Crypto & Key Management

  • Are passwords or secrets hardcoded in source?
  • Is the app using deprecated/insecure algorithms (RC4, MD4, MD5, SHA1)?
  • Is SSL pinning implemented? Statically search for pinning libraries (OkHttp, TrustKit, Retrofit, custom X509TrustManager). Use Objection or Frida scripts to bypass at runtime.

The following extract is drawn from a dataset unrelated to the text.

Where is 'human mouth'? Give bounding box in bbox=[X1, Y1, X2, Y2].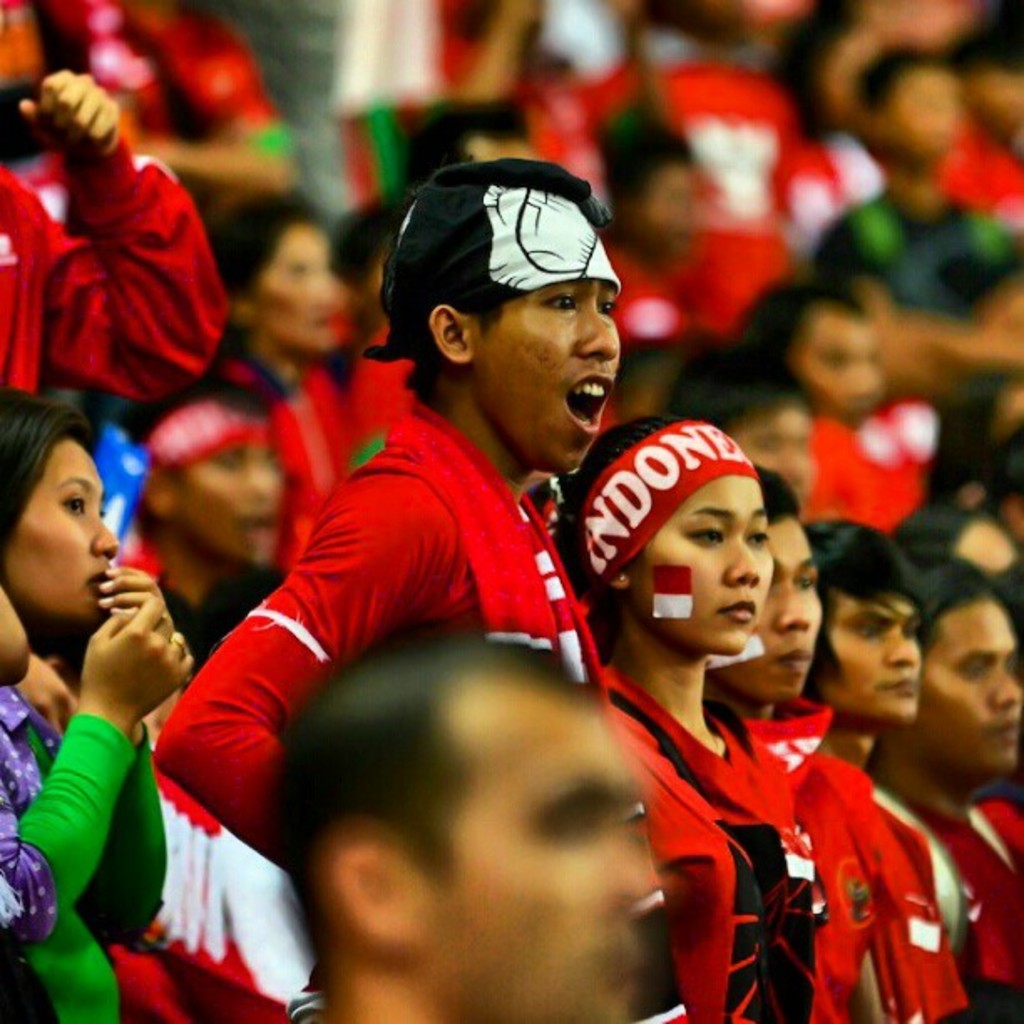
bbox=[718, 597, 760, 627].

Dynamic Analysis Checklist

A rooted device or rooted emulator is strongly recommended for dynamic analysis. Tools like Magisk/Zygisk on Pixel devices provide the best experience.

Environment Setup

  • Prepare environment: rooted device/emulator, Burp CA cert installed, Drozer, Frida
  • For online testing: use Appetize.io for APK execution with ADB access
  • For local emulators: Android Studio AVD (x86 with ARM library support) or Genymotion
  • Magisk/Zygisk quick notes:
    # Patch boot.img with Magisk app and flash via fastboot
    # Enable Zygisk + DenyList for root hiding
    # Use scrcpy for screen mirroring
    

Data Leakage

  • Check for unintended data leakage in logs — use pidcat or adb logcat
  • Check Copy/Paste buffer — does the app allow copying sensitive data to clipboard?
  • Check crash logs — do they expose sensitive information?
  • Check SQLite databases at /data/data/<package>/databases/ for plaintext sensitive data
  • Verify that adb backup / bmgr backupnow cannot dump app data

Component Exploitation

  • Test exported Activities for authorization bypass:
    adb shell am start -n com.example.demo/com.example.test.MainActivity
    
  • Test Content Providers for SQL injection and path traversal
  • Test exported Services for information disclosure or privilege escalation
  • Test Broadcast Receivers for manipulation
  • Test deep links / URL schemes:
    adb shell am start -a android.intent.action.VIEW -d "scheme://hostname/path?param=value"
    

Traffic Interception

  • Intercept HTTP/HTTPS traffic with Burp Suite
  • Test for MitM susceptibility — weak cipher suites, improper certificate validation
  • Bypass SSL Pinning using:
    • Objection: objection --gadget com.package.app explore --startup-command "android sslpinning disable"
    • Frida scripts / apk-mitm
    • MobSF dynamic analysis
  • Test for Tapjacking / TapTrap animation-based attacks (works on Android 15+, no overlay permission needed)
  • Test overlay / SYSTEM_ALERT_WINDOW clickjacking and Accessibility Service abuse

Frida Instrumentation

  • Use Frida to hook methods, extract runtime values, and bypass checks:
    frida-ps -Uai
    frida -U -f com.example.app -l bypass.js --no-pause
    
  • Dump memory with Fridump3:
    python3 fridump3.py -u "<AppName>"
    strings * | grep -E "^[a-z]+ [a-z]+ [a-z]+"
    
  • Bypass fingerprint/biometric authentication:
    frida --codeshare krapgras/android-biometric-bypass-update-android-11 -U -f <app.package>
    
  • Instrument with modern tooling: Objection > 2.0, Frida 17+ (Android 16 support)
  • For Play Integrity bypass, try: Frida Gadget, MagiskIntegrityFix, ZygiskNext + PIF combinations

Binder / LPE Testing

  • Probe for Binder-level LPEs (CVE-2023-20963, CVE-2023-20928) if scope permits
  • For OEM telephony bugs (e.g., OxygenOS CVE-2025-10184): attempt permission-less SMS read/send via content CLI or ContentResolver

Obfuscation & Deobfuscation

ProGuard

Open-source tool that shrinks, optimizes, and obfuscates Java code. Distributed as part of the Android SDK and runs during release builds.

DexGuard

Commercial obfuscator with stronger protections. Step-by-step deobfuscation guide available at blog.lexfo.fr/dexguard.html.